Understanding AI outputs: study shows pro-western cultural bias in the way AI decisions are explained
If you were affected, you might want an explanation of why an AI system produced the decision it did.
- If you were affected, you might want an explanation of why an AI system produced the decision it did.
- Yet AI systems are often so computationally complex that not even their designers fully know how the decisions were produced.
- Explainable AI systems help AI engineers to monitor and correct their models’ processing.
- We wanted to see to what extent researchers indicated awareness of cultural variations that were potentially relevant for designing satisfactory explainable AI.
Cultural differences in explanations
- The other is externalist, citing factors like social norms, rules, or other factors that are outside the person.
- However, such explanations are not obviously preferred over externalist explanations in “collectivist” societies, such as those commonly found across Africa or south Asia, where people often view themselves as interdependent.

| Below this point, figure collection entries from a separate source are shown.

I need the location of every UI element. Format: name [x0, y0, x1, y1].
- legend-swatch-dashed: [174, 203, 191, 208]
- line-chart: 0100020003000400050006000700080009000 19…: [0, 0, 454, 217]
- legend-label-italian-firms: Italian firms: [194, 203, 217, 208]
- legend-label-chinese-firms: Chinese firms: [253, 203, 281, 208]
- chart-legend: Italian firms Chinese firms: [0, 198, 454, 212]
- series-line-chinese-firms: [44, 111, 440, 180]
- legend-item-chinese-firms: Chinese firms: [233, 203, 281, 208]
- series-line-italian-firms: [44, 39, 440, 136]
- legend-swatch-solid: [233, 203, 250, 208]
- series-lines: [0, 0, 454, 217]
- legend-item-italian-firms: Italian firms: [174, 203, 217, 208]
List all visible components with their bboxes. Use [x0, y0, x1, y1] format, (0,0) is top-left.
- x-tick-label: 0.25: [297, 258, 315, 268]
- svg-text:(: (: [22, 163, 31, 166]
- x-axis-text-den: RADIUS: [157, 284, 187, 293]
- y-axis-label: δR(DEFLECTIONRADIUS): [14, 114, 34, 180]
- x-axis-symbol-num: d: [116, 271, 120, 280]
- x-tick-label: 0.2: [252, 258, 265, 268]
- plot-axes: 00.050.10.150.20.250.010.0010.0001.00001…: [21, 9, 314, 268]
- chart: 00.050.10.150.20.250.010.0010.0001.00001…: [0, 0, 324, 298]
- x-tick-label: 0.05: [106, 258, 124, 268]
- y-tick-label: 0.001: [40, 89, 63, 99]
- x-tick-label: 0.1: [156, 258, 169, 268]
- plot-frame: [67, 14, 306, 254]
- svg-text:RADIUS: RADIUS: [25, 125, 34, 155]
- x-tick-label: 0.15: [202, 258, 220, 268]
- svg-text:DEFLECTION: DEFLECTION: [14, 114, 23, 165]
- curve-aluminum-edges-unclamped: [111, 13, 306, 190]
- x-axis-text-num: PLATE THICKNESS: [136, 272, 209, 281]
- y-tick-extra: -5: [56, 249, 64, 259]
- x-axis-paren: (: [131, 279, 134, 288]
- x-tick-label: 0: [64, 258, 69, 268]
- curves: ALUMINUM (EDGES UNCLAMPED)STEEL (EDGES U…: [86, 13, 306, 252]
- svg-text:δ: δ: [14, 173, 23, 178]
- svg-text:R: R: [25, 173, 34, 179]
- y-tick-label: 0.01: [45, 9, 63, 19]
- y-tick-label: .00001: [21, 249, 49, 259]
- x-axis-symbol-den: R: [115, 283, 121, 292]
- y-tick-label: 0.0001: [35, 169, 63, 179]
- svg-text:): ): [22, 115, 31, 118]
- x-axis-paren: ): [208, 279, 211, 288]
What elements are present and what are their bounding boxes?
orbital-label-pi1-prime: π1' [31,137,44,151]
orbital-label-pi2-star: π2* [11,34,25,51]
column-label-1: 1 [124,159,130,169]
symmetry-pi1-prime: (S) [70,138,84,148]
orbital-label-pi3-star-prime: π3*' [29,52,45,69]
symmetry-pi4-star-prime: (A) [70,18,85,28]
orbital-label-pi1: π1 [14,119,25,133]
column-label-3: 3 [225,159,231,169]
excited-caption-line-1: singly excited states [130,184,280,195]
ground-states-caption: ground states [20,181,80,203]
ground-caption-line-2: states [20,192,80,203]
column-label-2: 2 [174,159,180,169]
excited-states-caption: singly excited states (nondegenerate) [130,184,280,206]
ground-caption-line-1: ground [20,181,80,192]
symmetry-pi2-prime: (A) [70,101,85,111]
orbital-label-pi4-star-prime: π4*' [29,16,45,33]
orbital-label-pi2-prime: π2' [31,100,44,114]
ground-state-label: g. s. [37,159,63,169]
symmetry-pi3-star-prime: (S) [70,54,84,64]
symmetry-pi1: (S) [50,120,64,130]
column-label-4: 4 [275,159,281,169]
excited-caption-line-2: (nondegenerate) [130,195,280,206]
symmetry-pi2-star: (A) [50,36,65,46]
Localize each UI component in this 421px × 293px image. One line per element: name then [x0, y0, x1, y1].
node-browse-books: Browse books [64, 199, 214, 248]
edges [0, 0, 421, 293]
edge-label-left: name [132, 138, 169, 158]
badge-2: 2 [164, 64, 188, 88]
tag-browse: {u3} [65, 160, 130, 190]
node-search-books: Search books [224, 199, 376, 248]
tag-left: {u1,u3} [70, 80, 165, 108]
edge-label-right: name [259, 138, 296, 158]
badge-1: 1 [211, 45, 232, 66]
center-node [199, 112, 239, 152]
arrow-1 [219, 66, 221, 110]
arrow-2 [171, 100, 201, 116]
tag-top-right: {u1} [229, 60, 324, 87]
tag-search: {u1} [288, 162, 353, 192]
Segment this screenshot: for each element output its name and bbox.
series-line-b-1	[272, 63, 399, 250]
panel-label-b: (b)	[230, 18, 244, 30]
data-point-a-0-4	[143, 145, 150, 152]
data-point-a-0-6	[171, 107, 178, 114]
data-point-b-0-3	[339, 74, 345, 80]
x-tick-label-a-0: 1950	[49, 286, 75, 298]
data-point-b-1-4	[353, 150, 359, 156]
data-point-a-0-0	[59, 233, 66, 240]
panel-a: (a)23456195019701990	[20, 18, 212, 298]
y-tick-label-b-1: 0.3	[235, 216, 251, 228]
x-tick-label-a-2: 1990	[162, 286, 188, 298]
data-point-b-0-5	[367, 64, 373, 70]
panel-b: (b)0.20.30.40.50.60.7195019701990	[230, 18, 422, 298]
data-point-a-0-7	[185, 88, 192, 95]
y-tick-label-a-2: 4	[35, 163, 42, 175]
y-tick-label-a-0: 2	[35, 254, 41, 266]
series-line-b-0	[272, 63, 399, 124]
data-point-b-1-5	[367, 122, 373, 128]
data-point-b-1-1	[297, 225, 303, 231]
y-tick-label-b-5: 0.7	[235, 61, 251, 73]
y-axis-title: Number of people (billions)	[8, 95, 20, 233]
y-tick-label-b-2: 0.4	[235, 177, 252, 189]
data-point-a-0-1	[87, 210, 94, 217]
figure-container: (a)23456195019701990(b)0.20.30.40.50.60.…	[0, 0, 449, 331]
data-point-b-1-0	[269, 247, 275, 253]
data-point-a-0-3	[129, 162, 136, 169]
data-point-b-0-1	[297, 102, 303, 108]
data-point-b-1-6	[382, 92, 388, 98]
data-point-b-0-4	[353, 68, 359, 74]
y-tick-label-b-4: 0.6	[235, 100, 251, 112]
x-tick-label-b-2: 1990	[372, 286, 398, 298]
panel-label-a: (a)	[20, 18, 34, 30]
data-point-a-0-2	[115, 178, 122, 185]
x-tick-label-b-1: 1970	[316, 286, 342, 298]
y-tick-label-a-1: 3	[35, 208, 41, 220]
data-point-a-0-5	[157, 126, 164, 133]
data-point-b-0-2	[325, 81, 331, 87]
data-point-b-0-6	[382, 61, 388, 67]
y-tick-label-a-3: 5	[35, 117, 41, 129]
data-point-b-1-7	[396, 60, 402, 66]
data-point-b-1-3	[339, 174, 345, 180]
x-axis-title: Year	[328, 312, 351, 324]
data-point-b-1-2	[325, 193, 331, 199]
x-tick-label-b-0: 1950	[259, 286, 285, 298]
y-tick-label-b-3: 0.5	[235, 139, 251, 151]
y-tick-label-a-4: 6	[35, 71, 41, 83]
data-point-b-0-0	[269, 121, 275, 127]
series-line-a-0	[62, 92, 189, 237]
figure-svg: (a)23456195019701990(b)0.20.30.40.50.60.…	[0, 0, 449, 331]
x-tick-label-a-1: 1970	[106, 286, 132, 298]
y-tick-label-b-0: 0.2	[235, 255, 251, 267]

- If people from different cultures prefer different kinds of explanations, this matters for designing inclusive systems of explainable AI.
- Our research, however, suggests that XAI developers are not sensitive to potential cultural differences in explanation preferences.

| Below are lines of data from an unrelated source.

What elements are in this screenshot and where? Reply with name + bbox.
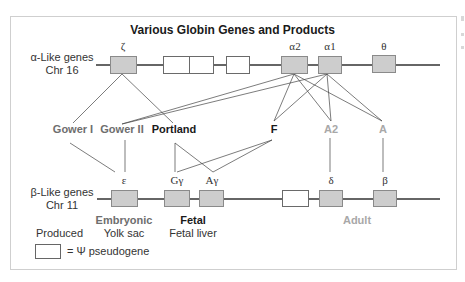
gene-g-gamma-label: Gγ bbox=[171, 174, 184, 186]
gene-theta-label: θ bbox=[381, 40, 386, 52]
gene-zeta-box bbox=[110, 56, 137, 74]
cropped-edge-mark bbox=[461, 33, 464, 36]
stage-fetal-site: Fetal liver bbox=[169, 227, 217, 240]
gene-alpha2-label: α2 bbox=[289, 40, 300, 52]
stage-embryonic-site: Yolk sac bbox=[96, 227, 153, 240]
stage-fetal-title: Fetal bbox=[169, 214, 217, 227]
pseudogene-box bbox=[163, 56, 190, 74]
gene-theta-box bbox=[372, 55, 396, 73]
stage-adult-title: Adult bbox=[343, 214, 371, 227]
legend-pseudogene-text: = Ψ pseudogene bbox=[67, 245, 149, 257]
stage-adult: Adult bbox=[343, 214, 371, 227]
product-a: A bbox=[379, 123, 387, 135]
gene-a-gamma-label: Aγ bbox=[206, 174, 219, 186]
product-gower-ii: Gower II bbox=[100, 123, 143, 135]
gene-alpha2-box bbox=[281, 56, 308, 74]
gene-beta-label: β bbox=[382, 174, 388, 186]
product-a2: A2 bbox=[324, 123, 338, 135]
pseudogene-box bbox=[189, 56, 214, 74]
cropped-edge-mark bbox=[461, 46, 464, 49]
gene-a-gamma-box bbox=[199, 190, 224, 207]
stage-embryonic: Embryonic Yolk sac bbox=[96, 214, 153, 240]
stage-embryonic-title: Embryonic bbox=[96, 214, 153, 227]
product-gower-i: Gower I bbox=[53, 123, 93, 135]
legend-pseudogene-swatch bbox=[35, 244, 61, 259]
gene-delta-label: δ bbox=[328, 174, 333, 186]
product-f: F bbox=[271, 123, 278, 135]
gene-epsilon-label: ε bbox=[122, 174, 127, 186]
gene-epsilon-box bbox=[111, 190, 138, 207]
gene-alpha1-box bbox=[318, 56, 342, 74]
pseudogene-box bbox=[226, 56, 250, 74]
gene-zeta-label: ζ bbox=[121, 40, 126, 52]
gene-alpha1-label: α1 bbox=[324, 40, 335, 52]
stage-fetal: Fetal Fetal liver bbox=[169, 214, 217, 240]
connection-lines bbox=[0, 0, 465, 282]
pseudogene-box bbox=[282, 190, 309, 207]
cropped-edge-mark bbox=[461, 16, 464, 21]
produced-label: Produced bbox=[36, 227, 83, 239]
product-portland: Portland bbox=[152, 123, 197, 135]
gene-g-gamma-box bbox=[164, 190, 190, 207]
gene-delta-box bbox=[319, 190, 343, 207]
gene-beta-box bbox=[373, 190, 397, 207]
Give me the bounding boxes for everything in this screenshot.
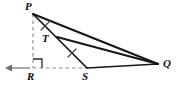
- solid-segments: [33, 14, 158, 68]
- segment-SQ: [87, 64, 158, 68]
- vertex-label-T: T: [42, 33, 49, 44]
- vertex-label-S: S: [82, 71, 88, 82]
- right-angle-icon: [33, 59, 42, 68]
- geometry-figure: P T R S Q: [0, 0, 180, 89]
- vertex-label-R: R: [27, 71, 34, 82]
- segment-TQ: [57, 37, 158, 64]
- left-ray-arrow-head: [5, 65, 12, 72]
- segment-PQ: [33, 14, 158, 64]
- vertex-label-P: P: [25, 1, 32, 12]
- vertex-label-Q: Q: [163, 58, 171, 69]
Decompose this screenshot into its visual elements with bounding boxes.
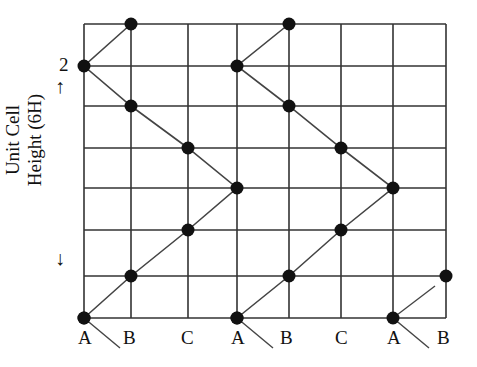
y-axis-label-line1: Unit Cell (2, 70, 24, 210)
x-label-a2: A (231, 328, 245, 347)
atom-dot (335, 142, 348, 155)
atom-dot (387, 182, 400, 195)
atom-dot (182, 224, 195, 237)
atom-dot (231, 182, 244, 195)
atom-dot (283, 270, 296, 283)
x-label-a1: A (78, 328, 92, 347)
stacking-sequence-graphic (0, 0, 477, 367)
atom-dot (335, 224, 348, 237)
x-label-b2: B (280, 328, 293, 347)
y-axis-label: Unit Cell Height (6H) (2, 70, 46, 210)
atom-dot (387, 312, 400, 325)
stacking-diagram: Unit Cell Height (6H) 2 ↑ ↓ A B C A B C … (0, 0, 477, 367)
y-axis-label-line2: Height (6H) (24, 70, 46, 210)
chain-1-bond (84, 24, 237, 318)
atom-dot (231, 60, 244, 73)
atom-dot (125, 18, 138, 31)
arrow-down-icon: ↓ (55, 248, 65, 268)
atom-dot (283, 18, 296, 31)
atom-dot (125, 270, 138, 283)
y-tick-label-2: 2 (59, 55, 69, 74)
atom-dot (440, 270, 453, 283)
x-label-a3: A (387, 328, 401, 347)
x-label-c2: C (335, 328, 348, 347)
atom-dot (182, 142, 195, 155)
x-label-b3: B (437, 328, 450, 347)
atom-dot (231, 312, 244, 325)
x-label-c1: C (181, 328, 194, 347)
atom-dot (125, 100, 138, 113)
atom-dot (283, 100, 296, 113)
atom-dot (78, 60, 91, 73)
atom-dot (78, 312, 91, 325)
partial-bond-line (393, 286, 435, 318)
chain-2-bond (237, 24, 393, 318)
x-label-b1: B (123, 328, 136, 347)
arrow-up-icon: ↑ (55, 76, 65, 96)
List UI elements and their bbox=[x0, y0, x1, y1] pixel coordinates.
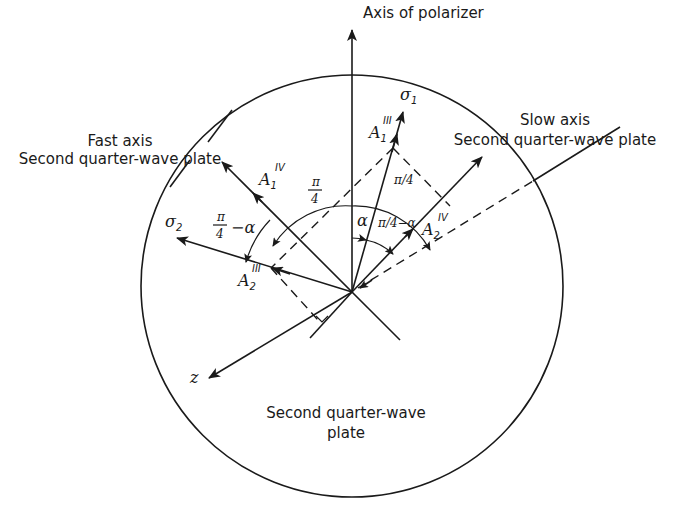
z-axis-line bbox=[209, 292, 352, 378]
arc-pi4-minus-alpha-right bbox=[366, 240, 393, 254]
angle-pi4-minus-alpha-left-num: π bbox=[216, 210, 226, 224]
slow-axis-dashed-line bbox=[358, 181, 533, 288]
sigma2-label: σ2 bbox=[165, 212, 182, 233]
fast-axis-leader-line bbox=[208, 110, 232, 142]
fast-axis-line bbox=[222, 162, 400, 340]
angle-pi4-minus-alpha-left-den: 4 bbox=[215, 227, 224, 241]
polarization-diagram: Axis of polarizer Fast axis Second quart… bbox=[0, 0, 689, 531]
a2-iv-arrow bbox=[405, 229, 413, 237]
a1-iii-label: A1III bbox=[367, 115, 392, 144]
plate-label-line1: Second quarter-wave bbox=[266, 404, 426, 422]
angle-pi4-minus-alpha-left-tail: −α bbox=[231, 218, 255, 237]
projection-a2iii-down bbox=[271, 268, 318, 320]
angle-pi4-slash: π/4 bbox=[393, 173, 414, 187]
a1-iv-arrow bbox=[253, 193, 262, 202]
z-label: z bbox=[189, 368, 199, 387]
angle-pi4-top-den: 4 bbox=[310, 192, 319, 206]
slow-axis-label: Slow axis bbox=[520, 111, 590, 129]
slow-axis-plate-label: Second quarter-wave plate bbox=[454, 131, 656, 149]
angle-pi4-minus-alpha-right: π/4−α bbox=[377, 216, 416, 230]
slow-axis-extension bbox=[310, 292, 352, 338]
fast-axis-plate-label: Second quarter-wave plate bbox=[19, 150, 221, 168]
a2-iii-label: A2III bbox=[236, 263, 261, 292]
fast-axis-label: Fast axis bbox=[88, 132, 153, 150]
arc-alpha bbox=[352, 238, 366, 240]
angle-alpha: α bbox=[357, 211, 368, 230]
a1-iv-label: A1IV bbox=[257, 162, 286, 191]
sigma1-label: σ1 bbox=[400, 85, 417, 106]
polarizer-axis-label: Axis of polarizer bbox=[363, 4, 485, 22]
angle-pi4-top-num: π bbox=[311, 175, 321, 189]
plate-label-line2: plate bbox=[327, 424, 365, 442]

Overlooking cultural differences
- Moreover, when we checked the cultural background of the people tested in the studies, we found 48.1% of the studies did not report on cultural background at all.
- This suggests that researchers did not consider cultural background to be a factor that could influence the generalisability of results.
- Of those that did report on cultural background, 81.3% only sampled western, industrialised, educated, rich and democratic populations.
- Yet, out of the studies that reported on cultural background, 70.1% extended their conclusions beyond the study population – to users, people, humans in general – and most studies did not contain evidence of reflection on cultural similarity.
Why the results matter
- To address this cultural bias in XAI, developers and psychologists should collaborate to test for relevant cultural differences.
- As AI is being used worldwide to make important decisions, systems must provide explanations that people from different cultures find acceptable.
- As it stands, large populations who could benefit from the potential of explainable AI risk being overlooked in XAI research.
The authors do not work for, consult, own shares in or receive funding from any company or organisation that would benefit from this article, and have disclosed no relevant affiliations beyond their academic appointment.